Introduction: Platelet transfusions are the second most commonly transfused blood product after red blood cells, with over 2 million units transfused annually in the United States. Despite randomized trials and evidence-based guidelines, recent audits have found high rates of unnecessary transfusion, ranging from 22% to 42%, driven primarily by prophylactic transfusion in non-bleeding patients at a threshold over 10,000/uL. Our multicenter, retrospective observational study sought to characterize transfused patients, assess time trends, and describe variability in pre-transfusion platelet counts across 22 hospital sites.
Methods: We conducted a retrospective, multicenter observation study of general medicine wards, subspecialty wards (including hematology-oncology), and critical care areas at 32 hospitals from January 1, 2017 to June 30, 2022 participating in the GEMINI data platform (https://geminimedicine.ca/). Ten sites were excluded for invalid platelet transfusion data. A platelet unit was defined as any platelet type, including apheresis units and pooled whole blood derived platelets. Any platelet units issued within 60 minutes of one another without repeat platelet count between units was considered part of one transfusion event. A transfusion event was tied to the closest platelet count that occurred within the preceding 24 hours. Our primary analysis examined variability in pre-transfusion platelet count across clinical diagnosis, patient subgroups, hospital sites, and clinician characteristics.

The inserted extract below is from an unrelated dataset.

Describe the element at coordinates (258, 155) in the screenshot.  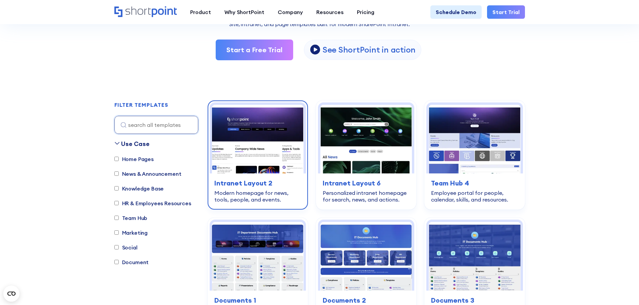
I see `a: Intranet Layout 2 – SharePoint Homepage Design: Modern homepage for news, tools, people, and even...` at that location.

Results: Across 804,067 admissions over 22 hospitals, 17,777 (2.2%) involved at least one platelet transfusion. The analysis included 56,204 platelet transfusion events. The most common primary diagnoses of transfused patients were malignancy (25.1%), cardiovascular disease (19%), gastrointestinal disease (10.2%) and traumatic injury (8.9%). In an analysis of platelet units per transfusion event, 93.6% were given as 1 unit, 5.2% as 2 units and 1.2% as >2 units. No pre-transfusion platelet count was performed in the preceding 24 hours for 7.2% of transfusion events. Most platelet transfusions were prescribed by Hematology-Oncology (43.2%) and Internal Medicine (20.6%) with median pre-transfusion platelet count being 9,000/uL [IQR 7,000-17,000] and 18,000/uL [9,000-38,000] respectively. Specialties transfusing at the highest median thresholds were Cardiothoracic Surgery (108,000/uL [66,000-174,000]), other surgical specialties (65,000/uL [40,000-100,000]) and Cardiology (53,000/uL [27,000-127,000]). After adjusting for prescriber subspecialty, transfusion threshold was significantly higher with increasing years out of practice, but there was no statistically significant association with prescriber sex. The proportion of platelet transfusion events with pre-transfusion platelet count above 50,000/uL ranged widely from 1.6% to 55.4% across hospital sites. Patients with a diagnosis of hematologic malignancy or other malignancy were transfused at a lower threshold (10,000/uL [7,000-18,000] and 16,000/uL [8,000-34,000] respectively) than patients without known malignancy (42,000/uL [20,000-84,000]). Pre-transfusion platelet count thresholds were stable across the 5-year study period.
Conclusion: Our study highlights substantial variability in pre-transfusion platelet counts across different hospital sites, patient diagnoses, and prescriber characteristics. Highlighting practice variation may allow for targeted change interventions to promote guideline adherence and reduce unnecessary transfusion and associated harms.
Arnold:Amgen: Consultancy; Argenx: Consultancy; Medison: Consultancy; Principia: Consultancy; Rigel: Consultancy; Sanofi: Consultancy; Sobi: Consultancy; Novartis: Research Funding; Paradigm: Research Funding. Callum:Canadian Blood Services: Research Funding; Octapharma: Research Funding.